Why can't I have a weak password?

  • Unknown's avatar

    “At WordPress.com, we go to great lengths to make sure your content is secure, protected, and can’t be accessed by anyone other than you. “

    You do indeed. And as the content I store in WordPress is completely trivial, and I only access it a few times a year, I want to keep only a basic password for it. However your system insists I must have letters and numbers, and it mustn’t be a password I have used before. Why? It isn’t a banking website!

    I don’t remember my WordPress password. Why? Because I access hundreds of sites at much the same frequency as WordPress and there is no way I can remember hundreds of passwords. I just want to use a generic password for all these trivial accesses.

    Basically every single time I access WordPress, if the browser has dropped the password from memory, I get a new password. Invariably I try the same ones, because they are memorable, and invariably I get that stupid message saying “you’ve used this password before!”. I KNOW I have – that’s because it is a GOOD password.

    The idea that a password is automatically bad if it can be generated by a dictionary attack or some such is incorrect. The primary purpose of a password is not to DENY access to the precluded; it is to ALLOW access to the INcluded. Your password system fails this primary test.

    I don’t mind if you do as other sites do and WARN me that my password is weak, if you feel you must. But please allow me to use a simple password, and to turn off the preclusion against re-used passwords. You are not a bank.

    The blog I need help with is: (visible only to logged in users)

  • Unknown's avatar

    The purpose of requiring a new, strong password is to ensure that people don’t start complaining of being hacked into by people. If someone has a simple password, like ‘password’, if someone wants to gain access, it won’t take them very long. This is a security measure, to protect wordpress’ millions of blogs, and to ensure that us users maintain control of our sites.

    Obviously it can be tricky remembering hundreds of passwords, and some simple approaches are to use the same password for all sites (which is obviously fraught with danger since if someone gets that password they have access to everything), have the same ‘base password’, for example A1r!x or something, and then add on something related to that website, maybe it is wordA1r!x, or something, that way you have a password which is going to be tricky to guess, one that is different for all sites, but one you should remember. In my opinion the whole point of the password, is to keep everyone else out, whilst letting you in.

    Or better yet use one of these plugins for your browsers to remember the passwords for you, since they won’t forget like your browser might.

    Keepass – Open Source, free to download and use. Available for Windows, Mac and Linux.
    LastPass – Free service with premium option. Available for all major OSs, browsers and mobile devices.
    1Password – Paid download. Available for Windows, Mac and iOS, with support for all major browsers.

  • Unknown's avatar

    danielisreading: Thanks for your response. I hope you don’t mind my saying that I’m fairly familiar with the arguments you make. The problem with the ‘base password’ approach:

    1) It largely removes the point of having different passwords anyway
    2) Many sites insist on passwords being updated, and won’t allow re-used passwords
    3) You are still subject to the vagaries of differing template, depending on the site. WordPress wants letter/number; someone else wants “at least 8 chars”, someone else insists on a punctuation mark. It’s almost impossible to come up with a base password that is acceptable to ALL the possible Strong Password templates. I could probably remember what the password was if the template was supplied (i.e. “Enter Password: – hint: it’s got to be letters and numbers”) but I never remember which site has which particular Strong Password fixation. Remember, these are the sites that I access extremely infrequently.

    The problem with Keepass relates to triviality. I’m sure it’s a good system for your banking or your email or facebook. But THOSE passwords are the ones I remember! It’s the UNimportant ones, for sites that I don’t access for months at a time, that are the problem. And there are hundreds of them. Hauling out Keepass for each one … and having to drag the Keepass base file around on a thumb drive to access remotely … well frankly, it is easier to just get a new password every time I access the site.

    It should be ME who decides whether I need a strong password. I DO use strong passwords for my bank accounts and my email. But what I store here on WordPress is trivial. Nor is it any kind of valuable target for anyone to bother making a dictionary attack. And it is infrequently accessed. It’s exactly the sort of thing that SHOULD be accessed by the same password for a bunch of sites: the “this is not very important” password.
    My main point however, is that strong passwording so commonly ends up being completely counter-productive. In attempting to insist on a strong password, WordPress is falling into a trap many others have fallen into, because once a password is ‘strong’ enough to be unmemorable, it usually ends up scribbled on a Post-it Note attached to the monitor … i.e. the insistence of strong passwords produces security far worse than if they would just allow any password at all.

  • The topic ‘Why can't I have a weak password?’ is closed to new replies.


Copy every line of the listing that holds the string "used".

##### Information

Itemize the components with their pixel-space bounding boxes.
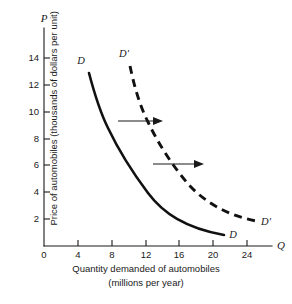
xtick-label-12: 12 (141, 249, 152, 260)
x-axis-title-sub: (millions per year) (0, 276, 292, 290)
x-axis-symbol-Q: Q (277, 239, 285, 251)
ytick-label-12: 12 (28, 79, 39, 90)
xtick-label-16: 16 (174, 249, 185, 260)
curve-label-d-prime-bottom: D' (260, 216, 272, 227)
y-axis-symbol-P: P (40, 12, 48, 24)
curve-label-d-bottom: D (228, 229, 237, 240)
xtick-label-8: 8 (109, 249, 114, 260)
demand-shift-arrow-lower (153, 160, 204, 168)
x-axis-title-main: Quantity demanded of automobiles (0, 262, 292, 276)
ytick-label-6: 6 (34, 159, 39, 170)
demand-curve-d-prime (130, 66, 256, 221)
curve-label-d-prime-top: D' (118, 48, 130, 59)
ytick-label-8: 8 (34, 133, 39, 144)
xtick-label-24: 24 (242, 249, 253, 260)
ytick-label-14: 14 (28, 52, 39, 63)
x-axis-title: Quantity demanded of automobiles (millio… (0, 262, 292, 290)
ytick-label-2: 2 (34, 213, 39, 224)
chart-plot-area: 2 4 6 8 10 12 14 0 4 8 12 16 20 24 P Q D (0, 0, 292, 304)
xtick-label-20: 20 (208, 249, 219, 260)
demand-curve-d (89, 73, 224, 235)
demand-shift-arrow-upper (118, 117, 163, 125)
curve-label-d-top: D (76, 55, 85, 66)
demand-curve-figure: 2 4 6 8 10 12 14 0 4 8 12 16 20 24 P Q D (0, 0, 292, 304)
xtick-label-0: 0 (41, 249, 46, 260)
xtick-label-4: 4 (75, 249, 80, 260)
ytick-label-4: 4 (34, 186, 39, 197)
y-axis-title: Price of automobiles (thousands of dolla… (48, 26, 59, 226)
ytick-label-10: 10 (28, 106, 39, 117)
x-axis-ticks (78, 240, 247, 246)
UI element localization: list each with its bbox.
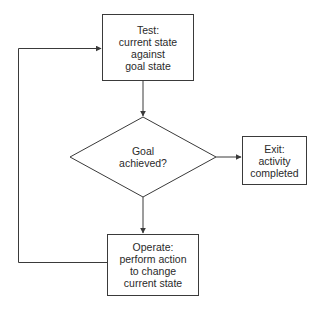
test-label-line: current state <box>119 36 177 48</box>
test-label-line: Test: <box>137 24 159 36</box>
exit-label-line: completed <box>250 167 298 179</box>
exit-label: Exit: activity completed <box>242 136 307 185</box>
test-label-line: goal state <box>125 60 171 72</box>
decision-label-line: achieved? <box>119 157 167 169</box>
test-label-line: against <box>131 48 165 60</box>
operate-label-line: Operate: <box>133 241 174 253</box>
decision-label: Goal achieved? <box>93 140 193 174</box>
exit-label-line: activity <box>258 155 290 167</box>
operate-label-line: perform action <box>119 253 186 265</box>
exit-label-line: Exit: <box>264 143 284 155</box>
decision-label-line: Goal <box>132 145 154 157</box>
operate-label-line: current state <box>124 277 182 289</box>
test-label: Test: current state against goal state <box>102 14 194 81</box>
operate-label: Operate: perform action to change curren… <box>107 234 199 296</box>
operate-label-line: to change <box>130 265 176 277</box>
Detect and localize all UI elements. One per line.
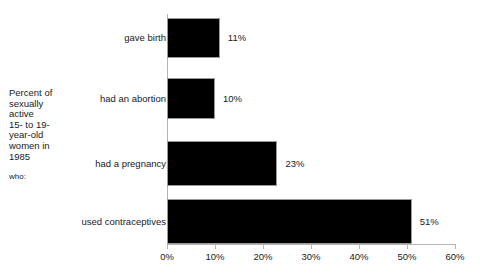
bar	[167, 199, 412, 244]
x-tick-label: 20%	[253, 251, 272, 262]
x-tick-30%	[311, 244, 312, 249]
bar-value-label: 10%	[223, 93, 242, 104]
bar-row: had an abortion10%	[0, 78, 480, 119]
bar-row: used contraceptives51%	[0, 199, 480, 244]
x-tick-0%	[167, 244, 168, 249]
bar-row: had a pregnancy23%	[0, 141, 480, 186]
bar-row: gave birth11%	[0, 18, 480, 58]
category-label: had a pregnancy	[95, 158, 166, 169]
x-tick-label: 30%	[301, 251, 320, 262]
category-label: gave birth	[124, 32, 166, 43]
category-label: had an abortion	[100, 93, 166, 104]
x-tick-label: 40%	[349, 251, 368, 262]
bar	[167, 18, 220, 58]
bar-chart: Percent of sexually active 15- to 19- ye…	[0, 0, 480, 280]
x-tick-60%	[455, 244, 456, 249]
x-tick-label: 10%	[205, 251, 224, 262]
x-tick-10%	[215, 244, 216, 249]
bar	[167, 78, 215, 119]
bar-value-label: 51%	[420, 216, 439, 227]
x-tick-label: 60%	[445, 251, 464, 262]
bar-value-label: 11%	[228, 32, 246, 43]
x-tick-50%	[407, 244, 408, 249]
category-label: used contraceptives	[82, 216, 167, 227]
x-tick-label: 0%	[160, 251, 174, 262]
bar-value-label: 23%	[285, 158, 304, 169]
bar	[167, 141, 277, 186]
x-tick-40%	[359, 244, 360, 249]
x-tick-label: 50%	[397, 251, 416, 262]
x-tick-20%	[263, 244, 264, 249]
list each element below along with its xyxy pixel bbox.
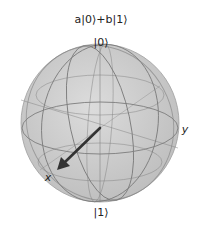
x-axis-label: x [45,171,52,184]
y-axis-label: y [182,123,189,136]
south-pole-label: |1⟩ [94,206,109,219]
north-pole-label: |0⟩ [94,36,109,49]
figure-title: a|0⟩+b|1⟩ [75,13,128,26]
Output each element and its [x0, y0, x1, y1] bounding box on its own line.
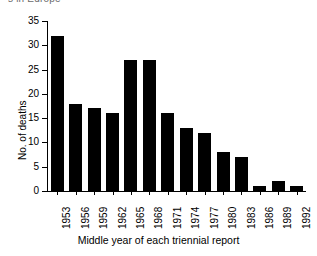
x-axis-tick-label-1974: 1974	[190, 207, 201, 229]
bar-1983	[235, 157, 248, 191]
x-axis-tick-label-1977: 1977	[209, 207, 220, 229]
y-axis-tick: 10	[42, 142, 47, 143]
y-axis-title-text: No. of deaths	[17, 101, 29, 160]
y-axis-tick-mark	[42, 167, 47, 168]
x-axis-tick-mark	[57, 191, 58, 195]
y-axis-tick-label: 0	[33, 185, 39, 196]
bar-1953	[51, 36, 64, 191]
x-axis-tick-label-1983: 1983	[246, 207, 257, 229]
y-axis-tick-label: 20	[28, 88, 39, 99]
bar-1962	[106, 113, 119, 191]
bar-1989	[272, 181, 285, 191]
y-axis-tick-label: 10	[28, 136, 39, 147]
bar-1980	[217, 152, 230, 191]
x-axis-tick-mark	[205, 191, 206, 195]
x-axis-tick-label-1959: 1959	[98, 207, 109, 229]
x-axis-tick-mark	[131, 191, 132, 195]
y-axis-tick: 0	[42, 191, 47, 192]
y-axis-tick-label: 25	[28, 64, 39, 75]
bar-1959	[88, 108, 101, 191]
x-axis-tick-mark	[113, 191, 114, 195]
x-axis-tick-label-1980: 1980	[227, 207, 238, 229]
y-axis-tick: 25	[42, 70, 47, 71]
bar-1965	[124, 60, 137, 191]
truncated-caption-text: s in Europe	[8, 0, 168, 4]
bar-1974	[180, 128, 193, 191]
x-axis-tick-label-1986: 1986	[264, 207, 275, 229]
x-axis-tick-mark	[168, 191, 169, 195]
y-axis-tick: 35	[42, 21, 47, 22]
plot-area	[48, 21, 306, 191]
x-axis-tick-mark	[297, 191, 298, 195]
y-axis-tick-mark	[42, 94, 47, 95]
y-axis-tick-mark	[42, 191, 47, 192]
y-axis-tick: 30	[42, 45, 47, 46]
x-axis-tick-label-1971: 1971	[172, 207, 183, 229]
y-axis-tick-mark	[42, 142, 47, 143]
y-axis-tick: 20	[42, 94, 47, 95]
x-axis-tick-mark	[223, 191, 224, 195]
x-axis-tick-label-1968: 1968	[153, 207, 164, 229]
y-axis-title: No. of deaths	[5, 60, 19, 160]
x-axis-tick-mark	[94, 191, 95, 195]
y-axis-tick-mark	[42, 45, 47, 46]
x-axis-tick-label-1989: 1989	[282, 207, 293, 229]
y-axis-tick: 15	[42, 118, 47, 119]
x-axis-tick-label-1956: 1956	[80, 207, 91, 229]
bar-1971	[161, 113, 174, 191]
x-axis-tick-label-1965: 1965	[135, 207, 146, 229]
x-axis-tick-mark	[186, 191, 187, 195]
x-axis-tick-mark	[278, 191, 279, 195]
y-axis-tick-mark	[42, 21, 47, 22]
x-axis-line	[47, 191, 306, 192]
bar-1968	[143, 60, 156, 191]
y-axis-tick-label: 5	[33, 161, 39, 172]
figure-chart-deaths-by-triennium: s in Europe No. of deaths 05101520253035…	[0, 0, 317, 256]
x-axis-tick-mark	[241, 191, 242, 195]
x-axis-tick-mark	[76, 191, 77, 195]
x-axis-tick-label-1992: 1992	[301, 207, 312, 229]
bar-1977	[198, 133, 211, 191]
x-axis-title: Middle year of each triennial report	[0, 234, 317, 247]
y-axis-tick-mark	[42, 118, 47, 119]
x-axis-tick-mark	[149, 191, 150, 195]
x-axis-tick-mark	[260, 191, 261, 195]
x-axis-tick-label-1953: 1953	[61, 207, 72, 229]
y-axis-tick-label: 30	[28, 39, 39, 50]
y-axis-tick: 5	[42, 167, 47, 168]
bar-1956	[69, 104, 82, 191]
x-axis-tick-label-1962: 1962	[117, 207, 128, 229]
y-axis-tick-label: 15	[28, 112, 39, 123]
y-axis-tick-mark	[42, 70, 47, 71]
y-axis-tick-label: 35	[28, 15, 39, 26]
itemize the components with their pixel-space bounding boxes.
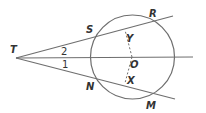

##########

» **Reply to the exercise**:
bar-row: used contraceptives51%	[0, 199, 480, 244]
category-label: used contraceptives	[82, 216, 167, 227]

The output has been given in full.